I came across the following descriptions about Garive's Rooms, the first cinema to operate in Nairobi!!
Kenya's first Cinema
Donald Sutherland Garvie (3 June 1873 – 22 October 1912) was a pioneer European settler in Kenya. In 1909, he opened Garvie's Bioscope in Nairobi, the first movie theatre in Kenya source: https://en.wikipedia.org/wiki/Donald_Garvie
Donald Garvie, a Scotsman, began new ventures. He opened a a picture house or Bioscope, known as ‘Garvie’s Rooms,’ opposite Madame Rowe et Cie in Government Road, Nairobi. This was sometime after 1907. It showed entertainment every evening at 9 pm. The program was changed twice a week, and on Wednesdays there was a matinee for children; the cost was 3 rupees a chair, and half price for children. Donald’s youngest brother George often played the pianola during performances and his daughters Dolly and Louise were fine singers who took part in Nairobi concerts. If the quality at the Bioscope was poor, there were jeers from the audience and bottles would rain down on the tin roof of the Travellers’ Club next door. Garvie also edited the Nairobi newspaper The Advertiser
At Garvey's Rooms in Government Road, on hard wooden seats, Europeans could enjoy shadow play and music-hall acts, smoking concerts and amateur theatricals.
source:https://oldafricamagazine.com/donald-garvie-and-the-first-cinema-in-kenya
"Although amateur theatricals were the mainstay of pre-war entertainment, celluloid had made its debut thanks to J.Garvie (sic). If films were little more than flickering shadows thrown across a screen, many paid to sit on wooden forms at Garvie's Rooms to watch them. When the quality was very bad, the performance was interspersed by jeers as disapproving members of the Travellers' Club nearby threw empty bottles and more vulgar things on to the tin roof of the little theatre." - Errol Trzebinski, The Kenya Pioneers.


● **EXERCISE INSTRUCTIONS**
Looking through the listing that follows, count every line with the string "facing" and state the number alone.

● **DATA TO USE**
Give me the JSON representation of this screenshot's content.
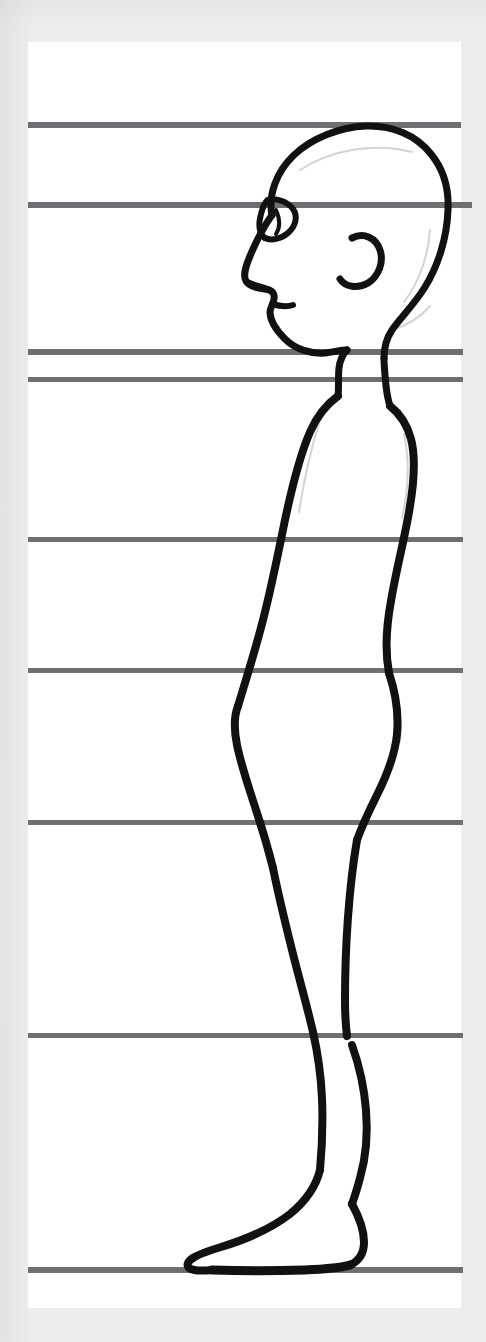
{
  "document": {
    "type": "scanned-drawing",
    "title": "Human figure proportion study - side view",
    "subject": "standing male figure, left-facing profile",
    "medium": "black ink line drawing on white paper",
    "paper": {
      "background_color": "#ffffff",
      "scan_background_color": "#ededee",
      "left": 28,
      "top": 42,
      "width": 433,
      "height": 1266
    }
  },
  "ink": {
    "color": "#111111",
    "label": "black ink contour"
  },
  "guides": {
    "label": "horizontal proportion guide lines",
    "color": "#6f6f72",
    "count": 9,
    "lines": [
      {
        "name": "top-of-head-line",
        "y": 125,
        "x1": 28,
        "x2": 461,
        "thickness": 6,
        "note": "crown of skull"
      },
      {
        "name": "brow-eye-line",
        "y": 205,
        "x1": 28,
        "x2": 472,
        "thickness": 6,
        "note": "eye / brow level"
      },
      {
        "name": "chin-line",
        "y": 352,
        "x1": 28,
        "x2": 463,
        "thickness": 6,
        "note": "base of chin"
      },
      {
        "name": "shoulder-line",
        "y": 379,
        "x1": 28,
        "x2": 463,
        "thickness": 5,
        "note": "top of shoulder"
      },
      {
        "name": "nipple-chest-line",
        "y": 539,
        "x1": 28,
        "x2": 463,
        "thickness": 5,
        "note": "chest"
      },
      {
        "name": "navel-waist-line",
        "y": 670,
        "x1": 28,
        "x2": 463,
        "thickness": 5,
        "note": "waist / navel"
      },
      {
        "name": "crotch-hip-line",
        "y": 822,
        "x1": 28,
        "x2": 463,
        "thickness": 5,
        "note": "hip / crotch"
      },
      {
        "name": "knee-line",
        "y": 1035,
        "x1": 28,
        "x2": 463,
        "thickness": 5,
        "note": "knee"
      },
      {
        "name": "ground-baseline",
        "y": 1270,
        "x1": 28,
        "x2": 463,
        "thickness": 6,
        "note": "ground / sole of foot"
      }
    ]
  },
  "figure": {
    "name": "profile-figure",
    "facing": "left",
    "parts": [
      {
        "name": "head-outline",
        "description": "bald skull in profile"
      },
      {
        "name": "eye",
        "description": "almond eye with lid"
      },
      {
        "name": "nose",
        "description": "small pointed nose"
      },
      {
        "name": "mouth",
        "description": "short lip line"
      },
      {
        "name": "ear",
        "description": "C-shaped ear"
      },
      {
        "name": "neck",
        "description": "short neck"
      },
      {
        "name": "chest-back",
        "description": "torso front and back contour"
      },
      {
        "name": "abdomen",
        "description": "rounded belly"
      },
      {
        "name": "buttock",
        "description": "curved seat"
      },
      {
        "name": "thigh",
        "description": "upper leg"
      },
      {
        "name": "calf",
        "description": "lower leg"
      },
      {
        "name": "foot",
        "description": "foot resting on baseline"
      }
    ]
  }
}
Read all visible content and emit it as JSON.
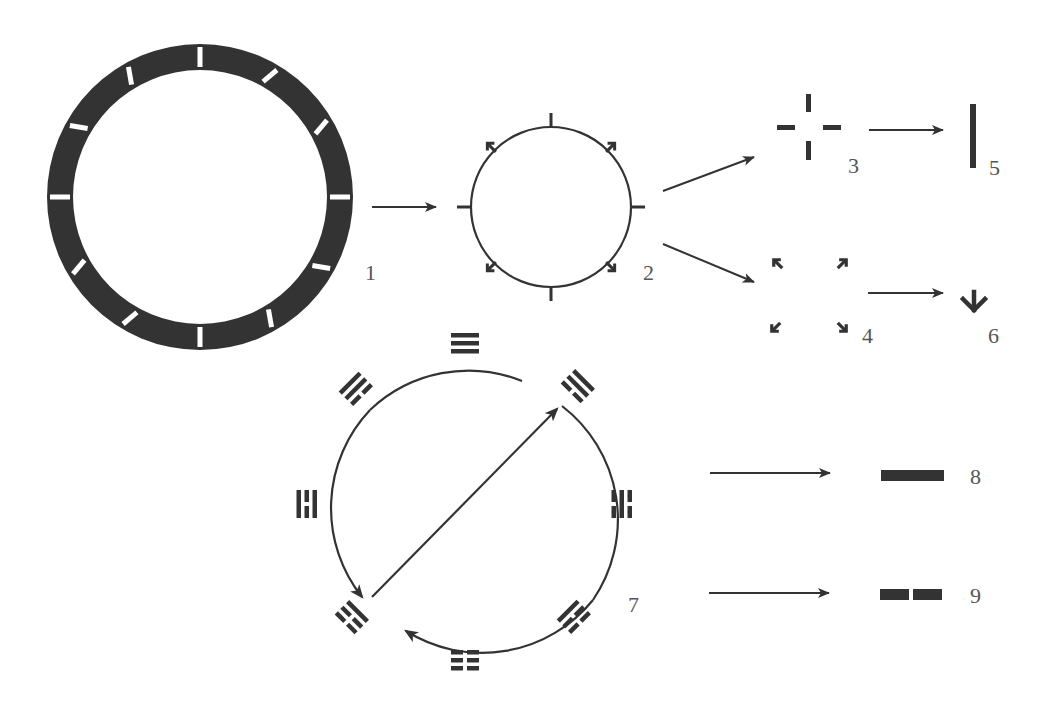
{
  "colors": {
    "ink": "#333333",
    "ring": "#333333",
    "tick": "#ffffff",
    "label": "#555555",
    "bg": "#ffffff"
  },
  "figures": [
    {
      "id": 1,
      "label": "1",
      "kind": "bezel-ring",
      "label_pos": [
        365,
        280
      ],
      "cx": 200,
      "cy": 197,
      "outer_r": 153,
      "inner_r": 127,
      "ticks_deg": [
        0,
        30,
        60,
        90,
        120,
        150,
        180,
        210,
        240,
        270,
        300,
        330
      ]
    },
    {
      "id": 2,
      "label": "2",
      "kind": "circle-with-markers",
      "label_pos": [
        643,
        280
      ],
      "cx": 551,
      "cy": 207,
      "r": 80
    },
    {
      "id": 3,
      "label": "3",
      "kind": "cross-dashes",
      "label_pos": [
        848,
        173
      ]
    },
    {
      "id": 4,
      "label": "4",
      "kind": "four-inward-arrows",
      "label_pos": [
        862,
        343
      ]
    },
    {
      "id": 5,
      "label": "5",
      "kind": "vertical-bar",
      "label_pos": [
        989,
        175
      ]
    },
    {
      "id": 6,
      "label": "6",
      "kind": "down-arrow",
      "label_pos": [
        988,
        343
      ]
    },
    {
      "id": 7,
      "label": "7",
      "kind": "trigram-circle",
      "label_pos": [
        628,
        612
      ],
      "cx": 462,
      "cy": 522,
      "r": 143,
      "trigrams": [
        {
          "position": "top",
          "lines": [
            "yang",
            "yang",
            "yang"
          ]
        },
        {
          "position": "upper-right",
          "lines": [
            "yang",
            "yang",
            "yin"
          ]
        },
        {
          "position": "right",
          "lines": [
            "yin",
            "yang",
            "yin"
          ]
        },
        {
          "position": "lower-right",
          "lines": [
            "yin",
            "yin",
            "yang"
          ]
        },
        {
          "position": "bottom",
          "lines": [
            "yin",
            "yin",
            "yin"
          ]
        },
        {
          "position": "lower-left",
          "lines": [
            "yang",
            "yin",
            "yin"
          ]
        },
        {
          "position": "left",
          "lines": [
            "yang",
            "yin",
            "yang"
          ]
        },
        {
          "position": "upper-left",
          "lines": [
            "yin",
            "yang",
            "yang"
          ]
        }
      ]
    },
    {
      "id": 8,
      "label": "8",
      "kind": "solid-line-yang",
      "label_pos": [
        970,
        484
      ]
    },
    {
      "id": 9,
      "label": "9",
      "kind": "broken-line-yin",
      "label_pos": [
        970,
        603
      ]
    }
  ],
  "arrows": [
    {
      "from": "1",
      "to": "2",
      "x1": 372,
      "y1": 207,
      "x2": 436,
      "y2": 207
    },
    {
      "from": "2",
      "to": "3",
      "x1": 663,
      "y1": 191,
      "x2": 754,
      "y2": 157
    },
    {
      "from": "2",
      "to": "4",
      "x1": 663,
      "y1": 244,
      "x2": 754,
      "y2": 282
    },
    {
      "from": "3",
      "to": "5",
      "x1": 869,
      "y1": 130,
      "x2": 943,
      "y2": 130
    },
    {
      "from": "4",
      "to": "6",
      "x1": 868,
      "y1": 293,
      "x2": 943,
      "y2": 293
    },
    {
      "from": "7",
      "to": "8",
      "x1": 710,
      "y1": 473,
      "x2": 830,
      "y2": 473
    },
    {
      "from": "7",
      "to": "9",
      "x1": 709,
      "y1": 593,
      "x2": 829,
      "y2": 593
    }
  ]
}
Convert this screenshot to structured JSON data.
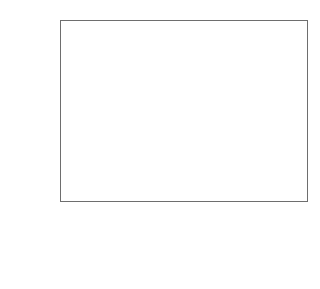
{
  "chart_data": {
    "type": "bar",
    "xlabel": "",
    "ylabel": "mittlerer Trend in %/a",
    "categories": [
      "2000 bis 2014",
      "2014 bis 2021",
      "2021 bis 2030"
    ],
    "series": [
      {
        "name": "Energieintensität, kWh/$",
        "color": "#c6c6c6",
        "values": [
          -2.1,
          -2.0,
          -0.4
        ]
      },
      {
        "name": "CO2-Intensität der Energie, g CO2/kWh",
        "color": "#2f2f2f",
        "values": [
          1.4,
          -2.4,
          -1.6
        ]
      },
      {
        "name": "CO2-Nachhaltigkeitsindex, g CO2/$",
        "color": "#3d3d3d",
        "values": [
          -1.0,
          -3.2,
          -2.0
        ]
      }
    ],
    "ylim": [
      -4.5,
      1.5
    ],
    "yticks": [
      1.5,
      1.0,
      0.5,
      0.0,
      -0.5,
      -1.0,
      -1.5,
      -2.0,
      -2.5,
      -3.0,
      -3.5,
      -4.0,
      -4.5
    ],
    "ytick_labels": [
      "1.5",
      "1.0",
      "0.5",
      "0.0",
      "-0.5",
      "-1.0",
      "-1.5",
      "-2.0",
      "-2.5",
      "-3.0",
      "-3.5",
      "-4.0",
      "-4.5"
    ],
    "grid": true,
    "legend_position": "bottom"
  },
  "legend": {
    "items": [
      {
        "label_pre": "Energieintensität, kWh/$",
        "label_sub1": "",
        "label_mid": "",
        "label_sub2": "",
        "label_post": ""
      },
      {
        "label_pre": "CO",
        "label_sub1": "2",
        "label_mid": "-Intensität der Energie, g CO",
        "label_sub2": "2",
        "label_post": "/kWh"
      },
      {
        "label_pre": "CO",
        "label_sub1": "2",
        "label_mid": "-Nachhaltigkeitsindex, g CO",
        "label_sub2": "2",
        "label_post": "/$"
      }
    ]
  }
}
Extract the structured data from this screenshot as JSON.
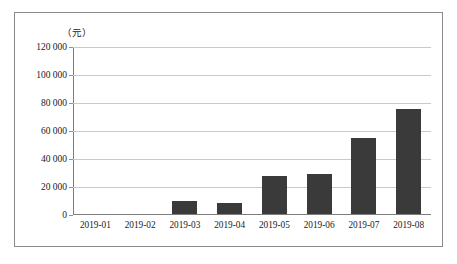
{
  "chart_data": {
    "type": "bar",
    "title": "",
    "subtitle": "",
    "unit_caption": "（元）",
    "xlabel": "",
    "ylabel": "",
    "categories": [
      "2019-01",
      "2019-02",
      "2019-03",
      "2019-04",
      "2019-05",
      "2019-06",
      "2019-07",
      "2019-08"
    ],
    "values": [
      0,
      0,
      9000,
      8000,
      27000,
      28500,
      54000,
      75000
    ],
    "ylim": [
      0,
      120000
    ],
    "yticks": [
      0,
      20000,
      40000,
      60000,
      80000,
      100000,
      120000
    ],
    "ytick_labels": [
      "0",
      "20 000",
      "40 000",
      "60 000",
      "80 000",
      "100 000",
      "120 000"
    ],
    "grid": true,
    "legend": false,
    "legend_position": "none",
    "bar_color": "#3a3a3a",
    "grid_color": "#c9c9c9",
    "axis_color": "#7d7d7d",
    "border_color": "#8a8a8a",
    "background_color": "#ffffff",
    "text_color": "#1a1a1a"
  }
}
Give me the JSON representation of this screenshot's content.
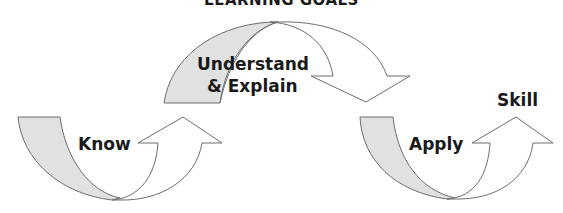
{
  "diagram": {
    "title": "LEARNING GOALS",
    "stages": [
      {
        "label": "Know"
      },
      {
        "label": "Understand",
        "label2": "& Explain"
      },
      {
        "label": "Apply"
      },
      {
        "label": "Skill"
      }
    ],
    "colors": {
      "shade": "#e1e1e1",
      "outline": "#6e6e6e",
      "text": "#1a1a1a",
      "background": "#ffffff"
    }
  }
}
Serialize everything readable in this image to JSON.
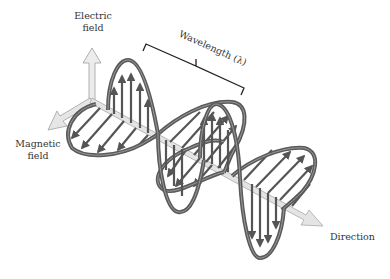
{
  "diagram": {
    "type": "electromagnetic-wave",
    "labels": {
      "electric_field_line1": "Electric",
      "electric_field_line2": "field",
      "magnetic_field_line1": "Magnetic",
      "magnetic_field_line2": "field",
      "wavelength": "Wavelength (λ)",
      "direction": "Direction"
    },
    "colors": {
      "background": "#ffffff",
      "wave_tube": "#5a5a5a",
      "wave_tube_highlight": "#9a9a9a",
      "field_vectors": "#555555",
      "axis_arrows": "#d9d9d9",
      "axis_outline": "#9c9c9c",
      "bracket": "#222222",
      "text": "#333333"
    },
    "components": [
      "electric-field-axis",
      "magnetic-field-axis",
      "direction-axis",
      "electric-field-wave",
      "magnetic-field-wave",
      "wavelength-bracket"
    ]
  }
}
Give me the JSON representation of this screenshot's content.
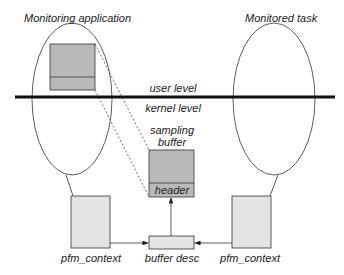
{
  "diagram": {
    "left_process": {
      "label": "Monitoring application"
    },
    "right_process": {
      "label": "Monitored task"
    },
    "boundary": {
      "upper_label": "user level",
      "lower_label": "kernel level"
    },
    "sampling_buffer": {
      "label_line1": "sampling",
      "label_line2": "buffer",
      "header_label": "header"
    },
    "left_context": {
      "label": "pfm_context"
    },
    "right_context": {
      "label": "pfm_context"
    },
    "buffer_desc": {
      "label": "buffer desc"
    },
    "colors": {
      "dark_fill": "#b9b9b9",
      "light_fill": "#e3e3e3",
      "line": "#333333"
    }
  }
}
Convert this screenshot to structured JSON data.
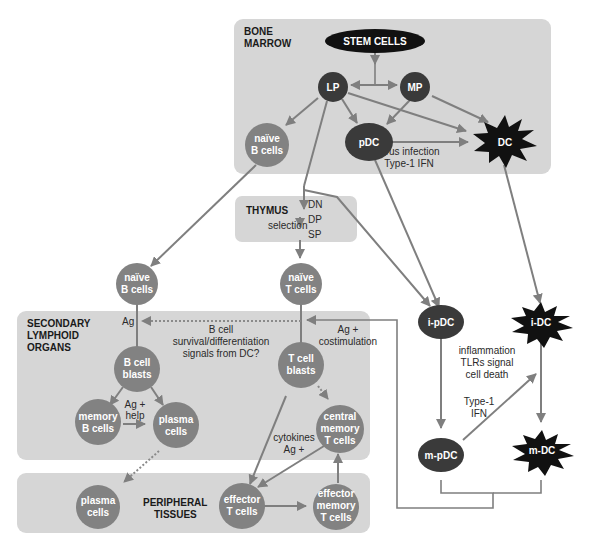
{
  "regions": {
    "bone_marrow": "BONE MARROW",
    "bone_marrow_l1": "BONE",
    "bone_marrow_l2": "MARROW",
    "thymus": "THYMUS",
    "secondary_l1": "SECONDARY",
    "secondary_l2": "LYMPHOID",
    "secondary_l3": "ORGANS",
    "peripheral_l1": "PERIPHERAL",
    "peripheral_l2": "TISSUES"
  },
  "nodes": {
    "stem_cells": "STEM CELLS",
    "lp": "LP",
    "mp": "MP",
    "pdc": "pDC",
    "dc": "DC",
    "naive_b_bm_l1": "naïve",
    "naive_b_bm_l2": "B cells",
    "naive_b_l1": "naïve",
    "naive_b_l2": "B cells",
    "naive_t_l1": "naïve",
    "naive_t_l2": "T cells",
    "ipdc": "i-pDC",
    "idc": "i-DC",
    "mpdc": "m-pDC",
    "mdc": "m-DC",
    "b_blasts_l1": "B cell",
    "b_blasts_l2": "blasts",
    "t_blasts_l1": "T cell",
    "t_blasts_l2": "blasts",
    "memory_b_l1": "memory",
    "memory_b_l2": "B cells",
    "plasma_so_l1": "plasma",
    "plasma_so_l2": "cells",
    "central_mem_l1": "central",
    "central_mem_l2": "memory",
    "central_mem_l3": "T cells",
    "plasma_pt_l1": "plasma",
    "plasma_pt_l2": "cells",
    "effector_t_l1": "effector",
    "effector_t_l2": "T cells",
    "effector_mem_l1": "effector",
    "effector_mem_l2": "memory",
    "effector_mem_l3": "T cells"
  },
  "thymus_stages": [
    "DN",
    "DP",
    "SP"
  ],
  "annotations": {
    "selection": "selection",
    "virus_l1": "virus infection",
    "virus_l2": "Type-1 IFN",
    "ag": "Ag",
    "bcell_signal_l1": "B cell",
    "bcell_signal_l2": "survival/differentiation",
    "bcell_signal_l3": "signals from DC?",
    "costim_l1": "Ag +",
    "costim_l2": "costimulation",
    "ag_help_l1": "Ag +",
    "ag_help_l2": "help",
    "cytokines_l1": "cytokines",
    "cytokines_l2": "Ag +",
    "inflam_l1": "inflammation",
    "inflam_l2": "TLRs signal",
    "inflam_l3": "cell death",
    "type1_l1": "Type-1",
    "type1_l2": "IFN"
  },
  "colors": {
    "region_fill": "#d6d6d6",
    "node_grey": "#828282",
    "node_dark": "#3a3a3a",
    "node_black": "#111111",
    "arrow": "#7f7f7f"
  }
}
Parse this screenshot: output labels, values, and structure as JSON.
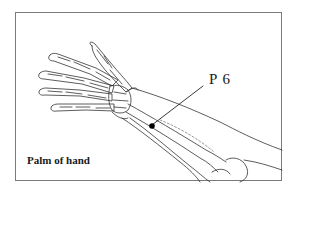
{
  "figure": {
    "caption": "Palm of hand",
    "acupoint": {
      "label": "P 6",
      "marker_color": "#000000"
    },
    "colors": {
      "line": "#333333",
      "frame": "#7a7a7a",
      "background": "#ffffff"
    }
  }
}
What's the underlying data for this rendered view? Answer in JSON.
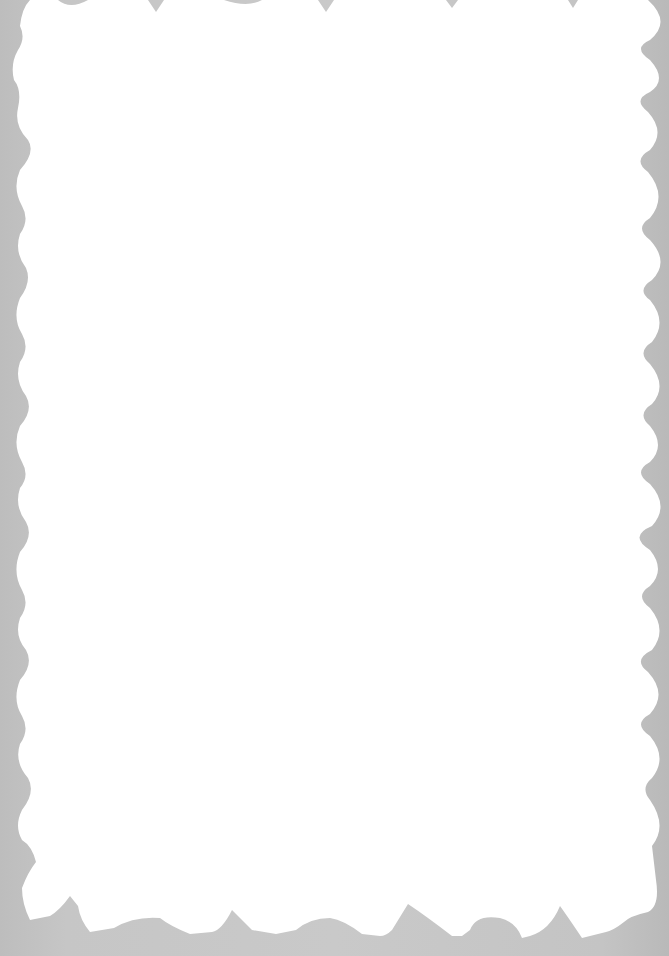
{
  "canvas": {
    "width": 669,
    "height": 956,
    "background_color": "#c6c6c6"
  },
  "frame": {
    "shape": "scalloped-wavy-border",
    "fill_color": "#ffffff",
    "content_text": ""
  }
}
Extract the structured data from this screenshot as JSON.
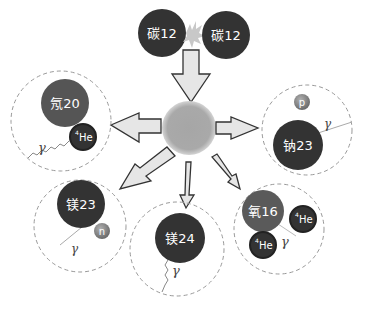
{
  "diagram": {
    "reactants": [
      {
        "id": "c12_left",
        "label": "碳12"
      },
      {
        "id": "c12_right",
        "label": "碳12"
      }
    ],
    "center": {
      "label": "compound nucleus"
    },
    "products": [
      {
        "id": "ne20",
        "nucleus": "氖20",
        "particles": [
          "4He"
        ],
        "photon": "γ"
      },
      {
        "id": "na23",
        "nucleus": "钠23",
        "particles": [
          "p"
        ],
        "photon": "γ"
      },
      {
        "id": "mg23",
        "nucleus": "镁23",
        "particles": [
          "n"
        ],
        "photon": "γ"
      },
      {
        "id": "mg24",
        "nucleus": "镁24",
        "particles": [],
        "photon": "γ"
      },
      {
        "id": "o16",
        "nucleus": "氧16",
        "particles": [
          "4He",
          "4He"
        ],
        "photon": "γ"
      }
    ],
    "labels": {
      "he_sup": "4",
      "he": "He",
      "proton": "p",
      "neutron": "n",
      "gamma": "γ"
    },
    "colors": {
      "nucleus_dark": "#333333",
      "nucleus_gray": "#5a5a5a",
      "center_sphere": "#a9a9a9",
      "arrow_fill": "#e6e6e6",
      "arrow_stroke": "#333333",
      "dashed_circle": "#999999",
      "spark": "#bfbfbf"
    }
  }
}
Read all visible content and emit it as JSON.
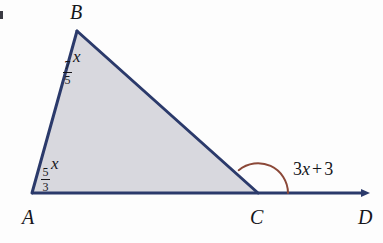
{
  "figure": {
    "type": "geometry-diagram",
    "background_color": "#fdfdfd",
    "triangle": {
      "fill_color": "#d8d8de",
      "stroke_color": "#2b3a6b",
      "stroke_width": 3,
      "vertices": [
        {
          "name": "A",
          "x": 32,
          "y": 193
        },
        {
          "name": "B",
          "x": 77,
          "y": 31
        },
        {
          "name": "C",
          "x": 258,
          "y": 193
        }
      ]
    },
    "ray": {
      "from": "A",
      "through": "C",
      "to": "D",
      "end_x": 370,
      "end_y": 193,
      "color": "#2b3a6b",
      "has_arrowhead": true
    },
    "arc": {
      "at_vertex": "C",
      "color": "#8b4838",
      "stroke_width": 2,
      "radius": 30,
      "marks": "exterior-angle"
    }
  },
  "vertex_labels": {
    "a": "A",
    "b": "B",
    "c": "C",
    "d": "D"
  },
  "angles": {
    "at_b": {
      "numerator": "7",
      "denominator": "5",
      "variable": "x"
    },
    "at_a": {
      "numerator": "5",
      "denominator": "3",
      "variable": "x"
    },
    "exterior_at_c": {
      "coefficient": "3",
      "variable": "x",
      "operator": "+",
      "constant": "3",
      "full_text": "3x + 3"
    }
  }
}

● **SOLUTION**
2